Telling Oscar Grant III’s story was “a sacred thing,” Spyropoulos says. (Photography by Drew Reynolds)

Indie cred

The critical success of the drama Fruitvale Station gives an aspiring producer’s career a boost.

A year ago, the gritty indie film Fruitvale Station won drama awards from the Sundance Film Festival’s jury and audience—only the fourth film in 29 years to pick up both. In May it received a standing ovation at Cannes on its way to receiving an award at that festival.

Fruitvale Station tells the true story of how Oscar Grant III spent New Year’s Eve 2008, an otherwise normal day except that it ended with a bullet in his back. Unarmed, he was shot and killed by a police officer in the eponymous Oakland, California, train station in the early morning of January 1, 2009, in what was later ruled involuntary manslaughter—the officer claimed he meant to use his Taser on Grant.

Haroula Rose Spyropoulos, AB’02, MAT’02, was one of two associate producers on the project. Reviews noted the movie’s strong performances and deft handling of the incident’s racial dynamics. But the soulful English major is quick to point out that the cast and crew didn’t think about accolades during the shoot; they were losing sleep over dramatizing a conflict that went deeper than showing good guys and bad. “The thing that carried everyone through,” Spyropoulos says, “because you don’t have a ton of resources, you’re not spoiled, it’s not a big-budget Hollywood movie, was that you always knew you were doing something important and that mattered, and I swear to God that was such a light inside of everyone. It was like a sacred thing.”

Spyropoulos’s work on the movie included helping director Ryan Coogler and the production team in casting, securing financing, scouting locations, and giving feedback on the script and editing. She assisted in communicating with Grant’s friends and family, for instance securing releases, and pieced together the film’s soundtrack with recommendations from Coogler.

There’s still a bullet hole in the platform at Fruitvale Station, she says. Before the camera rolled on the climactic gunshot scene, Coogler had Michael B. Jordan, the actor who played Grant, lie on top of it to bring real-life emotion to the scene. “Those were nights where beforehand we would all get into a circle and hold hands and basically say a prayer,” Spyropoulos says. “It was pretty scary on some level to reenact something that has happened so recently.”

Spyropoulos says that Coogler and producers Forest Whitaker and Nina Yang Bongiovi didn’t want to give Grant’s story the ripped-from-the-headlines treatment that plays on stereotypes and sensationalism. “It was a nice opportunity to give someone’s life a kind of honor that was taken away,” she says. She thinks that Fruitvale’s intimacy is what made it connect with so many people: “The more personal and specific you get, the more universal you become.” The cast and crew were hopeful that Oscar nominations, announced in mid- January, would recognize the film, though Spyropoulos says she likely wouldn’t get a seat at the award show.

Spyropoulos is also a singer-songwriter, and shooting Fruitvale meant a long break from recording and performing. Now the Chicago native, who gives off a gypsy–June Carter vibe, is readying a new album. Her lonesome, jangly songs have aired on TV shows including How I Met Your Mother and American Horror Story.

Spyropoulos may never get back to another long tour, though. Fruitvale’s success is opening doors for her in the movie business. She’s again working with Coogler, her former film school classmate at the University of Southern California, this time as a cowriter and coproducer on an HBO pilot that will also draw from real Oakland lives. She can’t say much more about it, but she can talk about optioning a book by another artistic alumna, Bonnie Jo Campbell, AB’84.

Campbell, who loved Fruitvale Station, says the movie’s success convinced her agent that they should sign a deal with Spyropoulos, who came calling in January 2012 to inquire about an adaptation of Campbell’s novel Once Upon a River (W. W. Norton, 2012). “We just thought, let’s just wait a while and make sure,” Campbell says. “It was nothing against Haroula, she always seemed like the real deal. It’s such a big chance to work with somebody brand-new who doesn’t have experience. And then she was getting experience in the meanwhile, so it was perfect.” They signed the deal in October 2013, giving Spyropoulos first dibs on the rights to the novel and Campbell her first book option.

“A year goes by and everything’s changed because nobody knew this movie was going to be such a success,” Spyropoulos says of Fruitvale. It’s left her with lots of irons in the fire. “I don’t know what’s going to happen,” she says. ”You’ve just got to keep doing your thing and doing the stuff that you resonate with and that feels authentic.”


■ **Your assignment**
Print the listing in full, exactly as it stands.
Excerpted data START
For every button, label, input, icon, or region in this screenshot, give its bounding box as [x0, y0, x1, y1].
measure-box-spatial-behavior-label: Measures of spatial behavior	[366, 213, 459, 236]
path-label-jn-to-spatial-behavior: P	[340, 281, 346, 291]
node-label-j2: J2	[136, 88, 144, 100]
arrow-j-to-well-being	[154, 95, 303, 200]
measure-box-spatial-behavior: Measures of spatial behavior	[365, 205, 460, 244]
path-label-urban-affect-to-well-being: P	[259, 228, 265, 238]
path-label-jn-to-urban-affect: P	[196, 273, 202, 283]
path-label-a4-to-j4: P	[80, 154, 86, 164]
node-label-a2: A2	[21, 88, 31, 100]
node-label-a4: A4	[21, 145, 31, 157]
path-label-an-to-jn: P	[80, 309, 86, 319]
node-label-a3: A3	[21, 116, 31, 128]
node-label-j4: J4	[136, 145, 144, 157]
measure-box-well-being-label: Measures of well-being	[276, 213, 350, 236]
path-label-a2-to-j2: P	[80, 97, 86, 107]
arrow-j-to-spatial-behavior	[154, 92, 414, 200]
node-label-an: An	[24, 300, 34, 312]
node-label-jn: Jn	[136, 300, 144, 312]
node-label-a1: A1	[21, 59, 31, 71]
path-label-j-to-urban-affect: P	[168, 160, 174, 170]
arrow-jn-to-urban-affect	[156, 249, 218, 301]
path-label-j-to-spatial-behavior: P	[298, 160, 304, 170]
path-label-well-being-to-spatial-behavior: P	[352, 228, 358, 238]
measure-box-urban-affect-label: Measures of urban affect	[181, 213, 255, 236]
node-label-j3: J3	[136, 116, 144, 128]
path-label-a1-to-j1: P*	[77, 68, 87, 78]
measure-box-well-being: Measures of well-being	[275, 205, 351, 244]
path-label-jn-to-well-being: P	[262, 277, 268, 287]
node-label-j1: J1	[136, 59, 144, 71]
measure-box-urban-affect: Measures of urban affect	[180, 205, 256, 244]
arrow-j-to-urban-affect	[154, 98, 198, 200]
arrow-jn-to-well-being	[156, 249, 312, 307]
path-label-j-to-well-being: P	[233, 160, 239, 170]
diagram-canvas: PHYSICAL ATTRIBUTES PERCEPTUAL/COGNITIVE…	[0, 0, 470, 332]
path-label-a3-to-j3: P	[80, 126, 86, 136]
Excerpted data END
■ **Answer to this exercise**
For every button, label, input, icon, or region in this screenshot, give its bounding box as [x0, y0, x1, y1].
measure-box-spatial-behavior-label: Measures of spatial behavior	[366, 213, 459, 236]
path-label-jn-to-spatial-behavior: P	[340, 281, 346, 291]
node-label-j2: J2	[136, 88, 144, 100]
arrow-j-to-well-being	[154, 95, 303, 200]
measure-box-spatial-behavior: Measures of spatial behavior	[365, 205, 460, 244]
path-label-urban-affect-to-well-being: P	[259, 228, 265, 238]
path-label-jn-to-urban-affect: P	[196, 273, 202, 283]
path-label-a4-to-j4: P	[80, 154, 86, 164]
node-label-a2: A2	[21, 88, 31, 100]
node-label-a4: A4	[21, 145, 31, 157]
path-label-an-to-jn: P	[80, 309, 86, 319]
node-label-a3: A3	[21, 116, 31, 128]
node-label-j4: J4	[136, 145, 144, 157]
measure-box-well-being-label: Measures of well-being	[276, 213, 350, 236]
path-label-a2-to-j2: P	[80, 97, 86, 107]
arrow-j-to-spatial-behavior	[154, 92, 414, 200]
node-label-an: An	[24, 300, 34, 312]
node-label-jn: Jn	[136, 300, 144, 312]
node-label-a1: A1	[21, 59, 31, 71]
path-label-j-to-urban-affect: P	[168, 160, 174, 170]
arrow-jn-to-urban-affect	[156, 249, 218, 301]
path-label-j-to-spatial-behavior: P	[298, 160, 304, 170]
path-label-well-being-to-spatial-behavior: P	[352, 228, 358, 238]
measure-box-urban-affect-label: Measures of urban affect	[181, 213, 255, 236]
node-label-j3: J3	[136, 116, 144, 128]
path-label-a1-to-j1: P*	[77, 68, 87, 78]
measure-box-well-being: Measures of well-being	[275, 205, 351, 244]
path-label-jn-to-well-being: P	[262, 277, 268, 287]
node-label-j1: J1	[136, 59, 144, 71]
measure-box-urban-affect: Measures of urban affect	[180, 205, 256, 244]
arrow-j-to-urban-affect	[154, 98, 198, 200]
arrow-jn-to-well-being	[156, 249, 312, 307]
path-label-j-to-well-being: P	[233, 160, 239, 170]
diagram-canvas: PHYSICAL ATTRIBUTES PERCEPTUAL/COGNITIVE…	[0, 0, 470, 332]
path-label-a3-to-j3: P	[80, 126, 86, 136]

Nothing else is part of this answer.